Back in 1970, I was fresh out of medical college and had just arrived in Uganda to work with the Ministry of Health as a doctor. Uganda was called the 'Pearl of Africa’. It was a very beautiful country and everything was so different. The climate was salubrious, even though Uganda is on equator. Uganda is at an elevation of about 3,000 ft. above sea level. It is home to tropical forests and sits on the shores of the great Lake Victoria, the largest freshwater lake in Africa. The people were simple, straightforward and happy-go-lucky. I loved the place and its people.
All these early experiences were novel to me, a young man who had stepped out of India for the very first time. I would write long letters to my folks back home describing the beauty of Uganda and its people. Those were the days when we heavily depended on our age-old postal system. That was the age prior to the advent of cell phones and internet which have transformed communication drastically today. Even the phone was a novelty in India of those days, and trunk calls were extremely rare. Handwritten letters were my only connection to my people back home. Unlike today, I was a very prolific writer of letters to my friends and people at home.
I was posted to a district hospital in Tororo in eastern Uganda, bordering Kenya. Tororo is famous for a strange rock formation, known as the Tororo Rock, and back in the day, there was a vibrant Indian community in the town.
It would take about a week to send or get a letter from India. One day when I got home from work, I discovered to my pleasant surprise that I had got an airmail letter from one of my cousins.
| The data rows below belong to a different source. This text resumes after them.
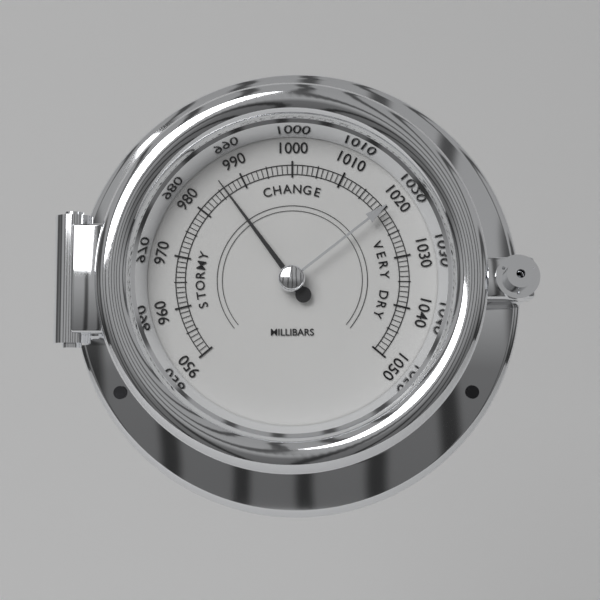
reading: 986 mbar
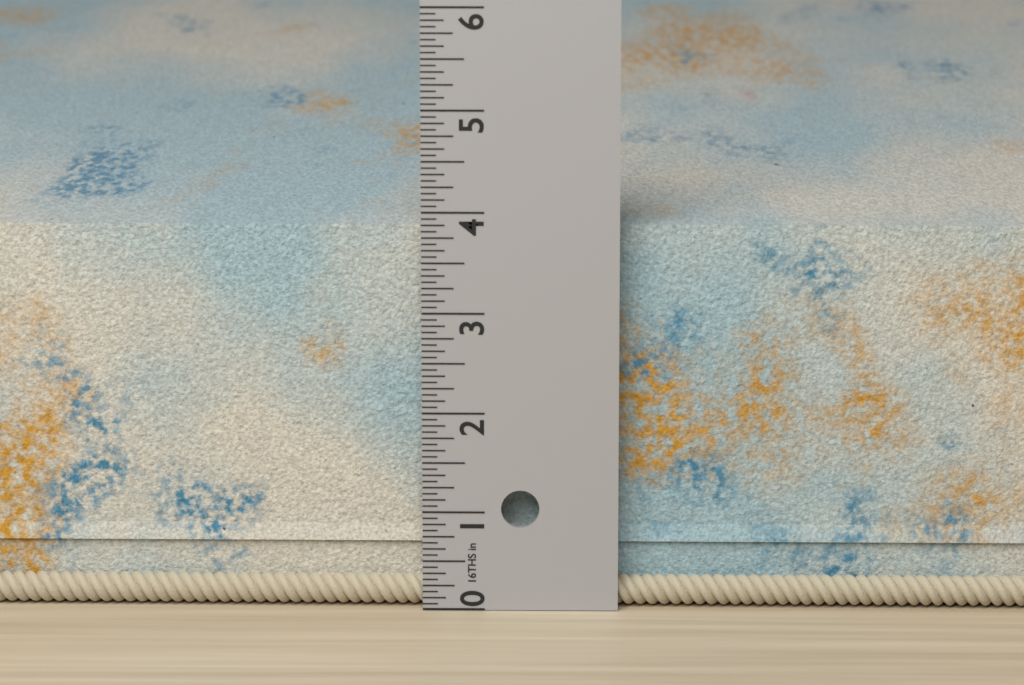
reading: 3.9375 in
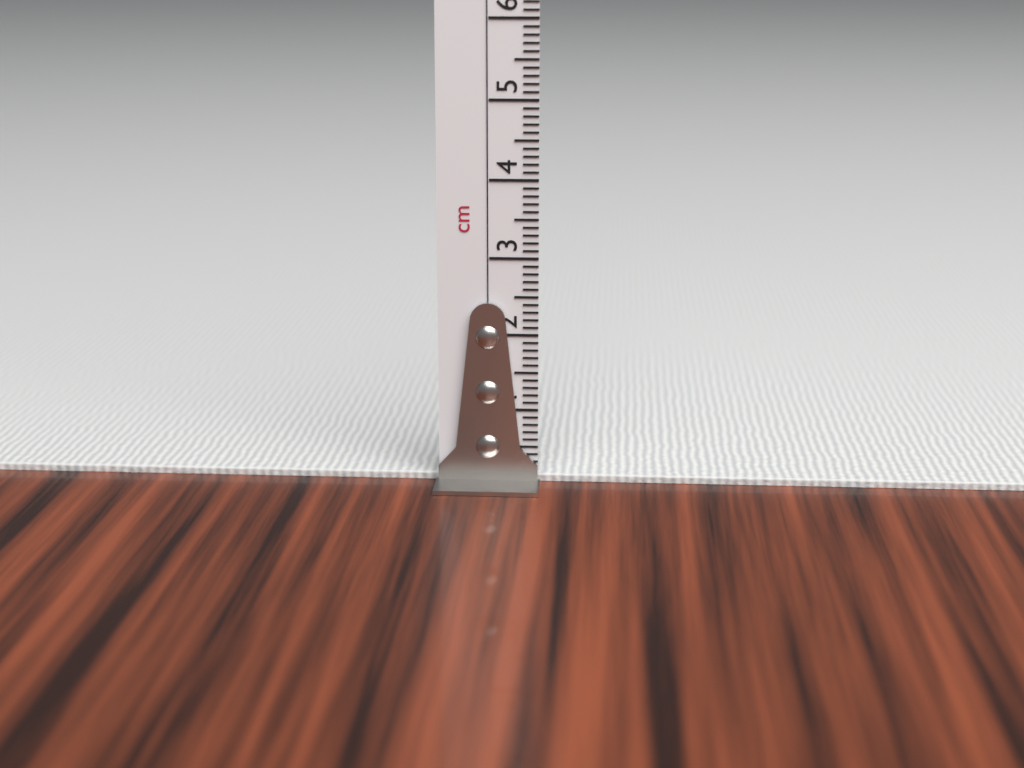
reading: 0.1 cm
Funnily though, when I saw the date stamps, I realized that I got it after a month and a half. I was stumped. Unlike today, the postal service was pretty efficient back then.
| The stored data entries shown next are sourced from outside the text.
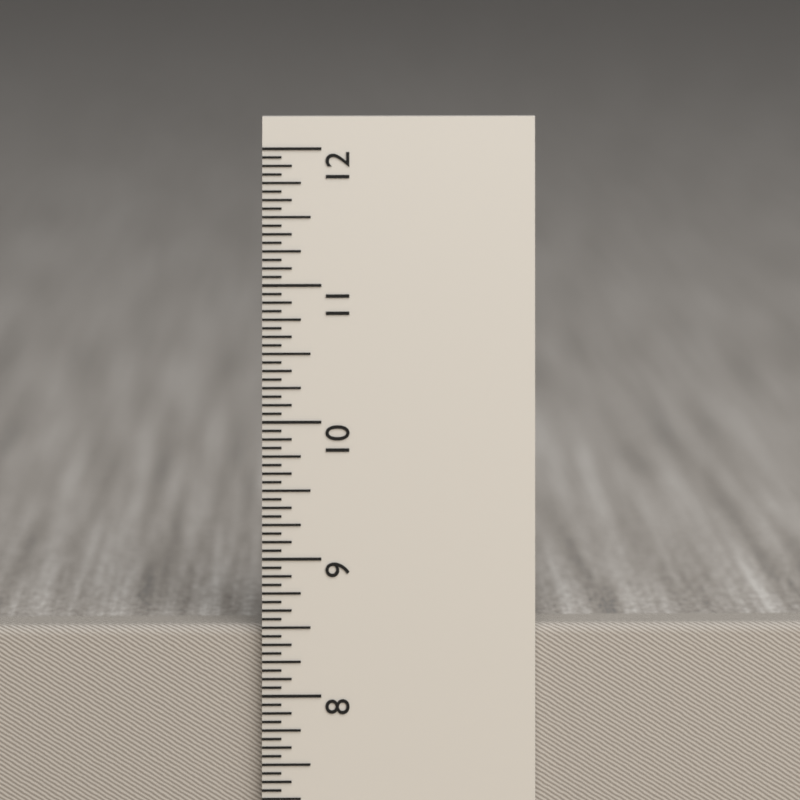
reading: 8.5000 in
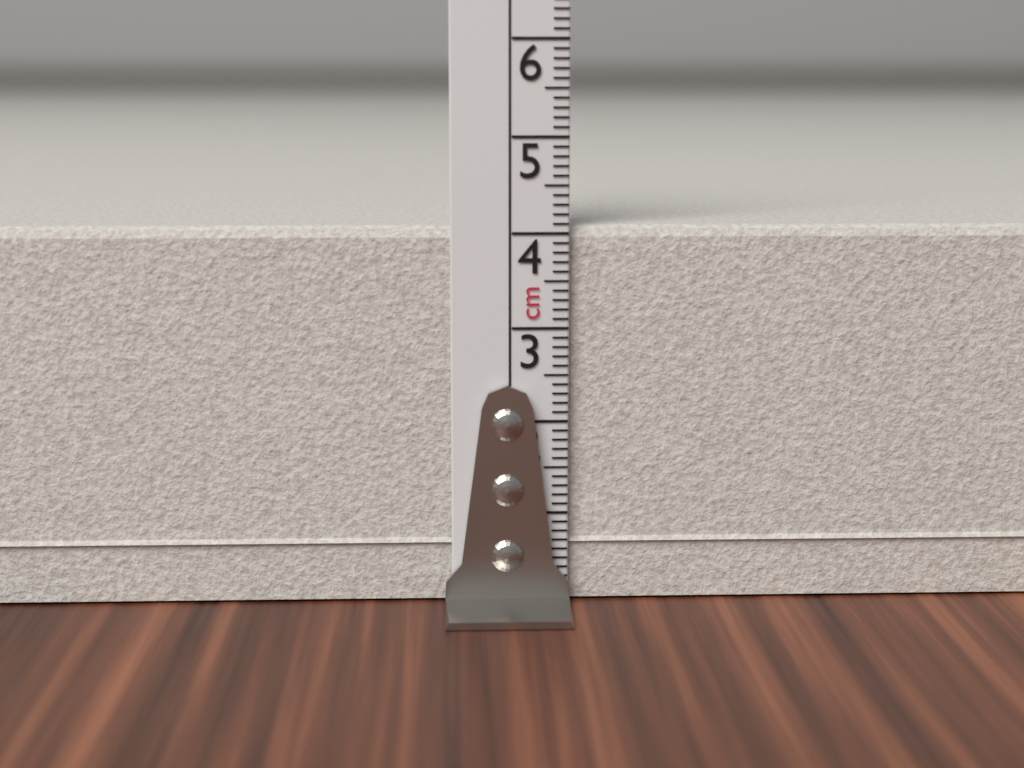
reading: 4.1 cm
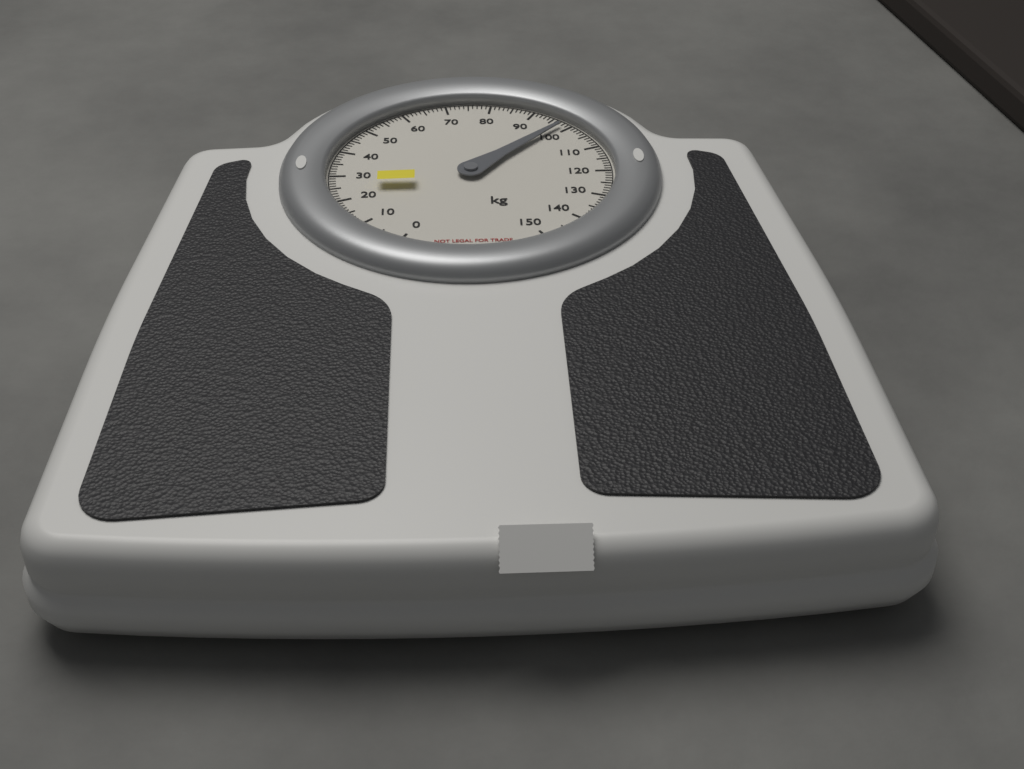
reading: 98 kg
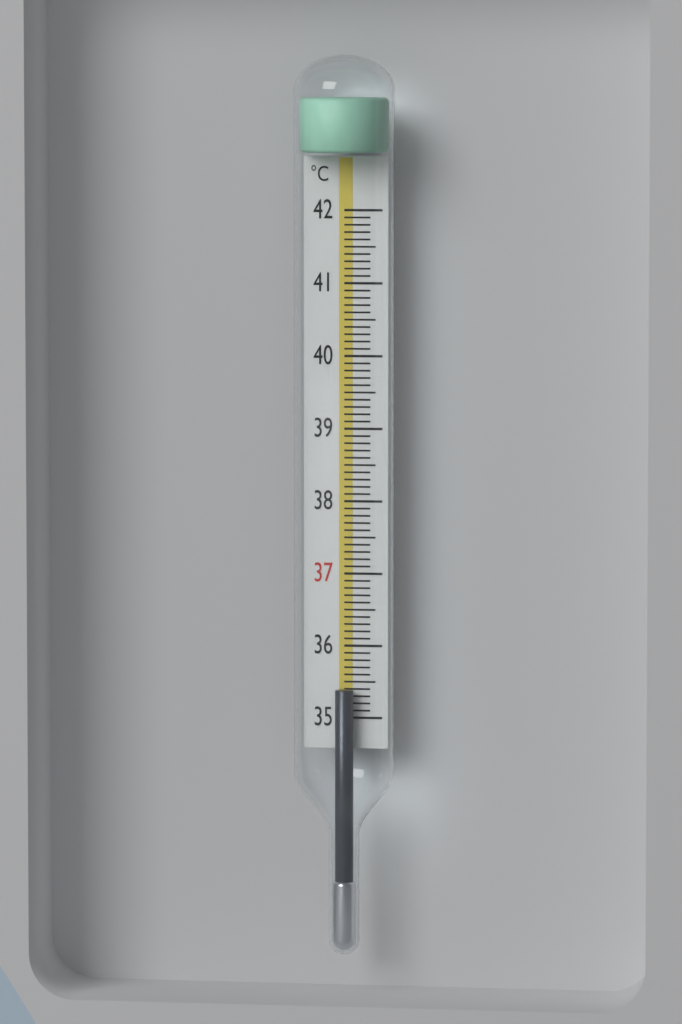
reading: 35.4 °C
I looked at the stamps closely, and made a startling discovery. The reason for the delay was that the letter, instead of coming straight to Tororo, Uganda, was mistakenly dispatched to Toronto, Canada! Who knew that the names were so similar! When the error was realized in Toronto, it was redirected to the correct address, as second class mail (via sea mail). And that took a long time to reach my new home in Uganda.
Similarities in the names led to this faux pas. And it also gave me a cause for amusement.